On Chanukah we lein the parsha that speaks about the gifts the nesi'im brought for chanukhas ha'mishkan, but those gifts were actually brought in Nisan, when the mishkan was dedicated, not now. Why is this the reading chosen for Chanukah?
In last week's parsha we read how Yosef instructed his household to prepare for the meal he would eat with the shevatim, וטבח טבח והכן. It seems to be an unnecessary detail -- just tell us they ate together, who cares about the instructions to the staff to prepare? -- yet the Torah goes out of its way to mention it. According to one view in Midrash the preparations here are preparations for Shabbos. You can't just waltz into Shabbos; there is a mitzvah on Friday to prepare.

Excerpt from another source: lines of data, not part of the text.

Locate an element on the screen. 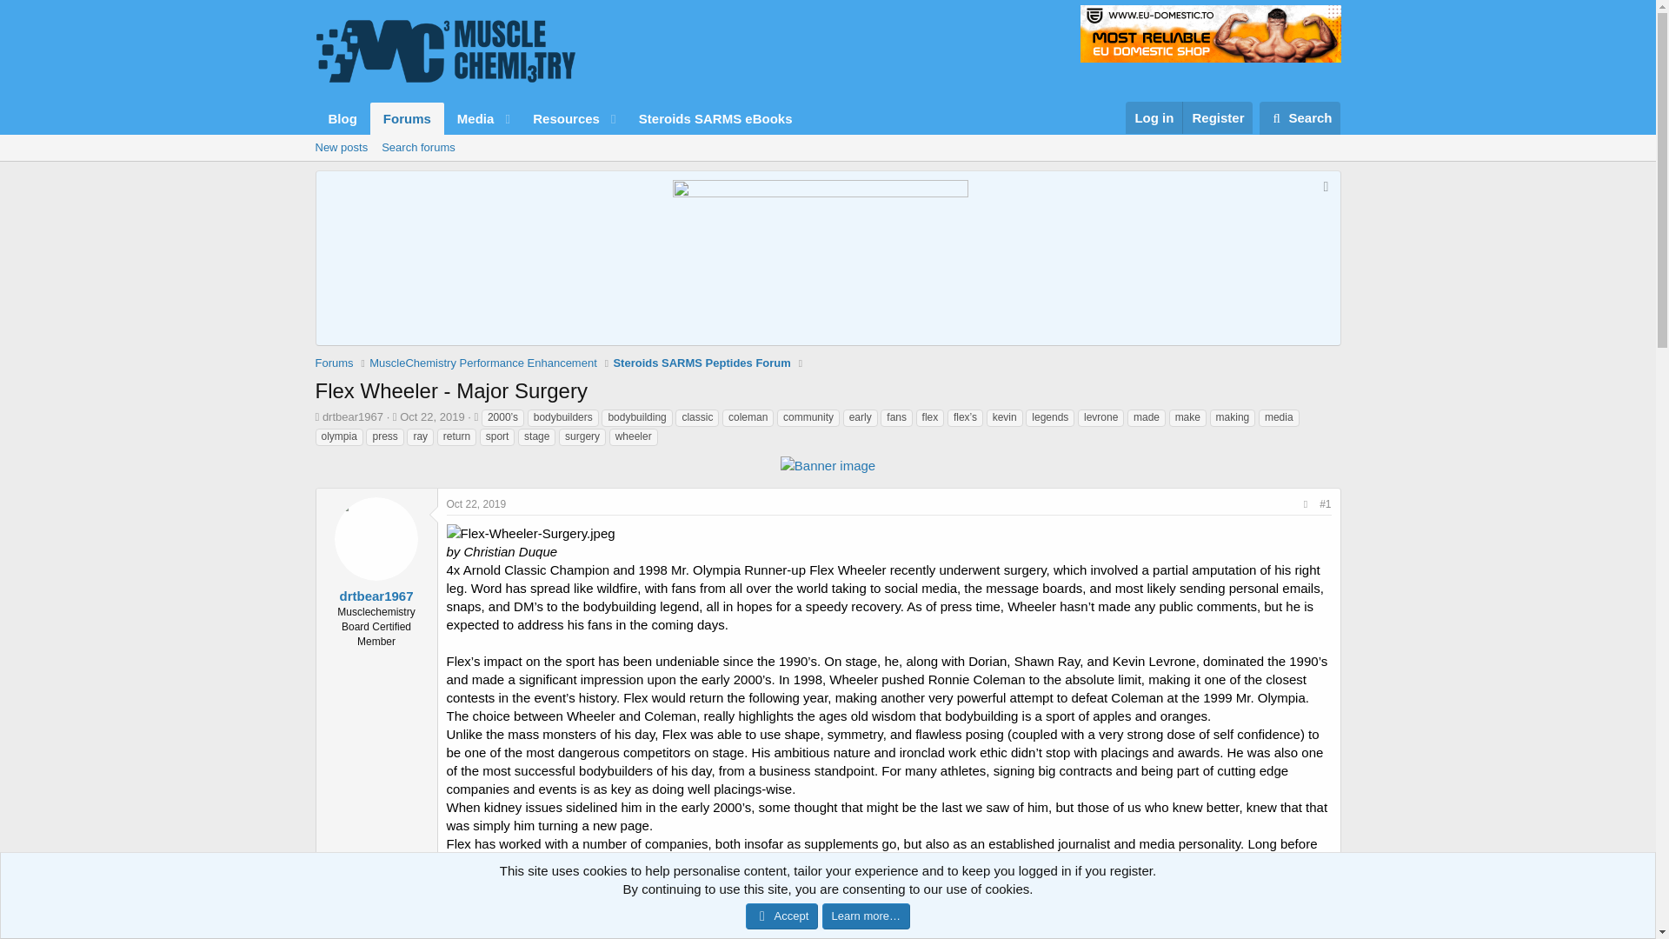 This screenshot has width=1669, height=939. Forums is located at coordinates (342, 118). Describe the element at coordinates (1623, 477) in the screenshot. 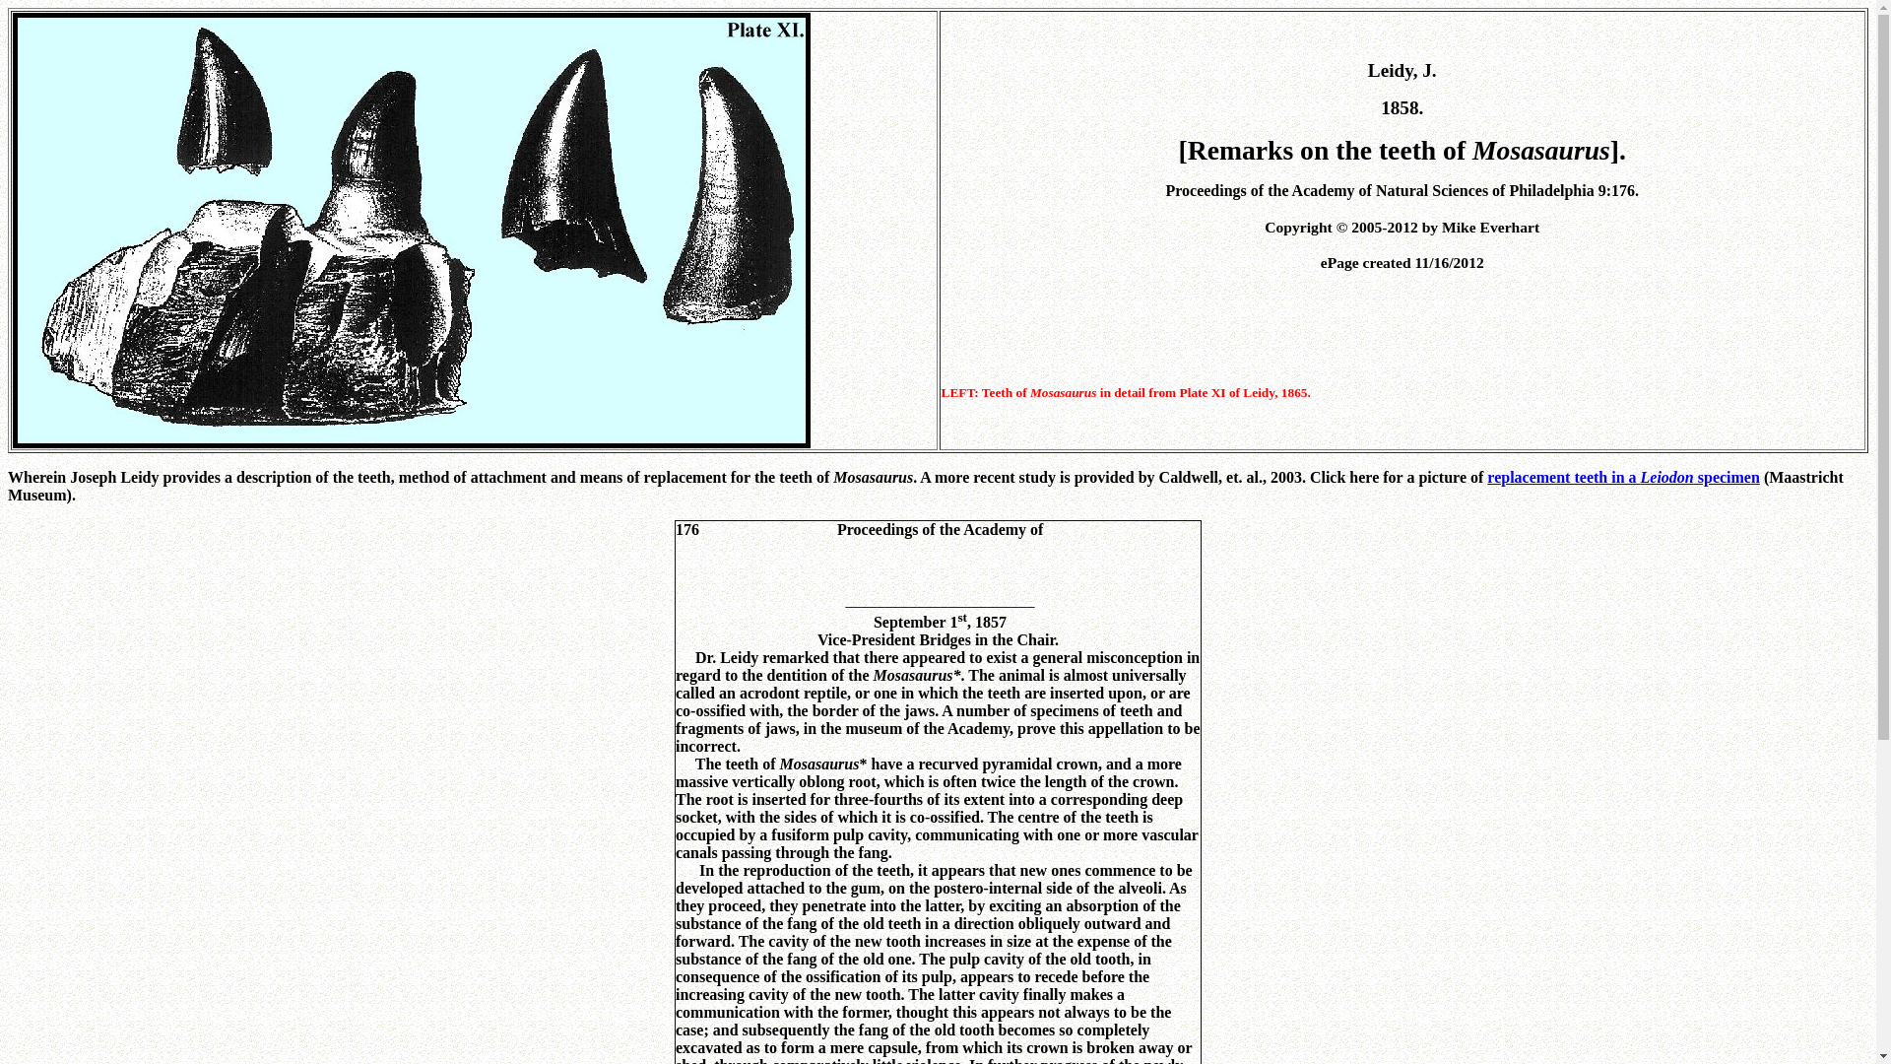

It's probably not a coincidental that the letters of טבח והכן spell out chanukah. According to the Midrash even though the inauguration of the mishkan took place in Nisan, it was finished on 25 Kislev; everything was prepared and ready to go, including the gifts of the nesi'im. Nisan was like kabbalas Shabbos; what took place in Kislev was like the mitzvah of hachanah for Shabbos.
We don't have a beis ha'mikdash, we don't have the menorah of the mikdash to light. But, says the Sefas Emes (last section on Chanukah), we can still prepare ourselves to light, we can yearn to light. וטבח טבח והכן, the mitzvah we have is to make hachanos, to prepare for what we hope the future will bring.